摄影:Lee Pellegrini

真品行业

电子游戏软件 Associate Professor Michael Serazio’s new book explores how claims of authenticity have come to dominate our culture.

In 2016, the pop star Lady Gaga announced a tour of dive bars to promote her new album, 乔安妮. The small and gritty venues were nothing like the arenas and stadiums where a star of her stature usually plays. They were more intimate and more in keeping with what she called the “raw Americana vibe” of the album. 传递的信息很明确:旅游, 比如它支持的音乐, 代表着对真实事物的回归, 一些真实的. Never mind that the entire tour consisted of just three performances, after which Gaga went right back to the red carpets and arenas, or that it was sponsored by the mammoth brand Bud Light. An appearance of authenticity was the entire point of the exercise, Michael Serazio说, an associate professor of communications whose new book, 真品行业: Keeping it “Real” in Media, Culture, and Politics, examines the ways in which presentations of “authenticity” have been used by celebrities, 政客们, and marketers who recognize the concept’s power to connect with consumers at a time when people are desperate for something that feels genuine and true.

书的封面

These claims to authenticity are pervasive enough in our culture that Merriam-Webster named authenticity its 2023 word of the year. But what exactly do we mean when we call 一些真实的? 在报道他的书时, Serazio说, he found that people were using authenticity “in really nebulous ways.” When his sources talked about what made 一些真实的, 这个词可以扩展成多种意思, with uses as disparate as an effort to show that someone wasn’t doing something for the money and a claim that an independent coffee shop is more appealing than a Starbucks. But the term’s elasticity doesn’t hurt its effectiveness among consumers, and a motivated and ambitious advertiser will take note of what’s working, leading to ever more extensive efforts to craft it for us. “这些行业变得越精明,塞拉齐奥说, “the more difficult it is to know what’s being faked for us and what’s real.”

塞拉齐奥专门用了一章来讨论真人秀, a genre that depends on projecting an aura of authenticity—they’re called reality shows for a reason—but that has had an increasingly difficult time capturing it. Contestants on these shows are supposedly presenting their genuine selves to the audience, but Serazio writes that after years of watching such programming, they fully understand the game: Becoming a star involves amping up the drama and playing to the camera, 这就意味着他们是不真实的. This dynamic has forced casting directors to go to greater and greater lengths to find truly “authentic” stars who haven’t already been contaminated by watching reality TV programming. Netflix节目的制片人 奇怪的眼睛 tells Serazio that her desire for a suitable person to appear on the show led her to send a scout “to the same sad mall in Kansas City” every day for two weeks. 电视真人秀的人,塞拉齐奥说, “are constantly chasing this thing that is forever eluding their grasp.”

More fascinating is Serazio’s depiction of the degree to which a craving for authenticity has infected politics. Even the election of 2000 showed rumblings of an interest in authenticity from voters, 因为他们模糊地想和乔治·W·布什喝杯啤酒. Bush in a way that Al Gore couldn’t capture, suggesting Bush was “real” in a way Gore wasn’t. 但2016年的总统大选, Serazio说, amounted to “a battle royale around the issue of authenticity.” Donald Trump’s late-night tweeting and off-the-cuff speaking style read as authentic to voters, and Hillary Clinton’s more polished presentation read as a veneer. This difference in 个人风格 became one of the major animating forces behind voting decisions, 尽管事实上发推特, 或不, 并不能代表更多的东西, 好吧, 个人风格. “None of this has anything to do with policy or substance, 或者他们实际上会做些什么来治理国家,塞拉齐奥说.

读完这本书之后, you start to notice the attempts all around you to package and sell authenticity. “这种渴望是真实的,塞拉齐奥说, 为了感觉真实的东西, and anyone trying to sell a product is going to respond to it. Your awareness of this can lead to a kind of cynicism about the world, but Serazio cautioned against letting that overshadow your actual feelings about something. Just because a singer or politician is trying to connect with you via claims of authenticity, it doesn’t mean you need to reject the actual policies a politician has in mind, 或者某人正在制作的音乐. “Don’t be cynical about the values that authenticity peddles. Be skeptical about the way that they’re being peddled,塞拉齐奥说.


Aim of the task: Please look for the string "tick" below and report every line in which it occurs.

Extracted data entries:
──────

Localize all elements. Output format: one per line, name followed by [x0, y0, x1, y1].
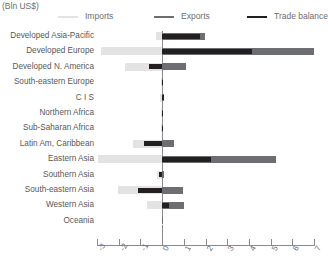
category-label: Southern Asia	[0, 170, 94, 180]
bar-trade-balance	[162, 157, 211, 162]
bar-trade-balance	[162, 111, 163, 116]
category-label: Latin Am, Caribbean	[0, 139, 94, 149]
category-label: Sub-Saharan Africa	[0, 123, 94, 133]
legend-swatch-icon	[154, 16, 174, 18]
unit-label: (Bln US$)	[2, 1, 39, 11]
bar-exports	[162, 140, 174, 147]
legend-label: Imports	[85, 10, 113, 23]
bar-trade-balance	[162, 95, 164, 100]
bar-trade-balance	[162, 49, 252, 54]
bar-trade-balance	[138, 188, 162, 193]
axis-tick-label: 7	[313, 244, 323, 252]
bar-trade-balance	[162, 34, 200, 39]
axis-tick-label: -2	[118, 242, 129, 253]
category-label: Northern Africa	[0, 108, 94, 118]
bar-exports	[162, 63, 186, 70]
category-label: Eastern Asia	[0, 154, 94, 164]
bar-imports	[101, 47, 162, 55]
bar-imports	[98, 155, 162, 163]
plot-area	[97, 31, 326, 240]
legend-label: Trade balance	[274, 10, 328, 23]
chart-legend: ImportsExportsTrade balance	[58, 10, 326, 23]
bar-trade-balance	[162, 203, 169, 208]
category-label: Developed Europe	[0, 46, 94, 56]
legend-item-exports[interactable]: Exports	[154, 10, 210, 23]
bar-trade-balance	[144, 141, 162, 146]
category-label: South-eastern Europe	[0, 77, 94, 87]
legend-swatch-icon	[247, 16, 267, 18]
bar-trade-balance	[162, 126, 163, 131]
category-label: South-eastern Asia	[0, 185, 94, 195]
bar-exports	[162, 187, 183, 194]
category-label: Developed N. America	[0, 62, 94, 72]
legend-item-imports[interactable]: Imports	[58, 10, 113, 23]
bar-imports	[147, 201, 162, 209]
category-axis-labels: Developed Asia-PacificDeveloped EuropeDe…	[0, 31, 94, 240]
legend-item-trade-balance[interactable]: Trade balance	[247, 10, 328, 23]
legend-swatch-icon	[58, 16, 78, 18]
legend-label: Exports	[181, 10, 210, 23]
category-label: C I S	[0, 93, 94, 103]
category-label: Western Asia	[0, 200, 94, 210]
axis-tick-label: -1	[139, 242, 150, 253]
category-label: Oceania	[0, 216, 94, 226]
bar-trade-balance	[159, 172, 162, 177]
bar-exports	[162, 171, 164, 178]
value-axis: -3-2-101234567	[97, 245, 326, 273]
category-label: Developed Asia-Pacific	[0, 31, 94, 41]
bar-trade-balance	[149, 64, 162, 69]
axis-tick-label: -3	[96, 242, 107, 253]
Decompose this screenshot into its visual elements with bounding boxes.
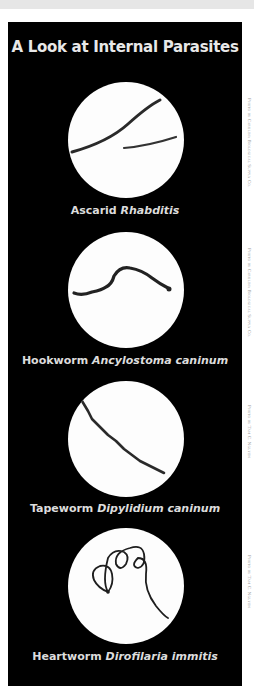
photo-credit: Photo by Tam C. Nguyen	[244, 555, 252, 608]
specimen-caption: Ascarid Rhabditis	[8, 204, 242, 217]
specimen-caption: Hookworm Ancylostoma caninum	[8, 354, 242, 367]
ascarid-worm-icon	[68, 82, 184, 198]
specimen-caption: Tapeworm Dipylidium caninum	[8, 502, 242, 515]
photo-credit: Photo by Carolina Biological Supply Co.	[244, 98, 252, 187]
parasites-panel: A Look at Internal Parasites Ascarid Rha…	[8, 22, 242, 686]
heartworm-icon	[68, 528, 184, 644]
top-strip	[0, 0, 254, 9]
photo-credit: Photo by Tam C. Nguyen	[244, 405, 252, 458]
specimen-photo	[68, 528, 184, 644]
specimen-photo	[68, 82, 184, 198]
page-title: A Look at Internal Parasites	[8, 38, 242, 56]
tapeworm-icon	[68, 381, 184, 497]
specimen-photo	[68, 232, 184, 348]
specimen-photo	[68, 381, 184, 497]
hookworm-icon	[68, 232, 184, 348]
specimen-caption: Heartworm Dirofilaria immitis	[8, 650, 242, 663]
photo-credit: Photo by Carolina Biological Supply Co.	[244, 248, 252, 337]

──────

Completed exercise:
axis-tick-label: 7	[313, 244, 323, 252]
axis-tick-label: -2	[118, 242, 129, 253]
axis-tick-label: -1	[139, 242, 150, 253]
axis-tick-label: -3	[96, 242, 107, 253]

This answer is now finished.